Serum vitamin D deficiency as a predictor of incident non-Alzheimer dementias: a 7-year longitudinal study. Annweiler C, Rolland Y, Schott AM, Blain H, Vellas B, Beauchet O. Dement Geriatr Cogn Disord. 2011;32(4):273-8.

Vitamin D deficiency and myocardial diseases. Pilz S, Tomaschitz A, Drechsler C, Dekker JM, Marz W Mol Nutr Food Res. 2010 Aug;54(8):1103-13

Vitamin D status and peripheral arterial disease: evidence so far. Chua GT, Chan YC, Cheng SW.. Vasc Health Risk Manag. 2011;7:671-5.

Recruitment and results of a pilot trial of vitamin D supplementation in the general population of Australia. Tran B, Armstrong BK, Carlin JB, et al. J Clin Endocrinol Metab. 2012 Dec;97(12):4473-80.

Lipoprotein lipase links vitamin D, insulin resistance, and type 2 diabetes: a cross-sectional epidemiological study. Huang Y, Li X, Wang M, et al. Cardiovasc Diabetol. 2013;12:17.
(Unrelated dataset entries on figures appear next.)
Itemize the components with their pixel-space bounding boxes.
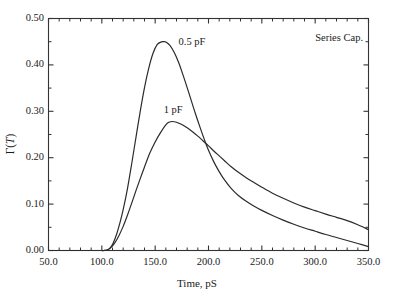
x-tick-label: 350.0	[344, 257, 394, 268]
axis-ticks	[49, 19, 369, 251]
axes-frame	[49, 19, 369, 251]
y-tick-label: 0.50	[12, 13, 44, 24]
x-axis-title: Time, pS	[0, 278, 394, 289]
x-tick-label: 250.0	[237, 257, 287, 268]
y-axis-title-text: Γ(T)	[4, 134, 16, 155]
y-tick-label: 0.40	[12, 59, 44, 70]
x-tick-label: 200.0	[184, 257, 234, 268]
annotation-0-5-pf: 0.5 pF	[179, 37, 206, 48]
annotation-1-pf: 1 pF	[164, 105, 183, 116]
x-tick-label: 50.0	[24, 257, 74, 268]
curve-1-pf	[49, 122, 369, 251]
x-tick-label: 100.0	[77, 257, 127, 268]
data-curves	[49, 42, 369, 251]
y-tick-label: 0.00	[12, 245, 44, 256]
chart-figure: 0.000.100.200.300.400.50 50.0100.0150.02…	[0, 0, 394, 298]
x-tick-label: 150.0	[130, 257, 180, 268]
y-axis-title: Γ(T)	[2, 118, 18, 170]
y-tick-label: 0.30	[12, 106, 44, 117]
x-tick-label: 300.0	[290, 257, 340, 268]
annotation-series-cap: Series Cap.	[315, 33, 363, 44]
y-tick-label: 0.10	[12, 199, 44, 210]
Effects of vitamin D and calcium supplementation on pancreatic beta cell function, insulin sensitivity, and glycemia in adults at high risk of diabetes: the Calcium and Vitamin D for Diabetes Mellitus (CaDDM) randomized controlled trial. Mitri J, Dawson-Hughes B, Hu FB, Pittas AG.. Am J Clin Nutr. 2011 Aug;94(2):486-94.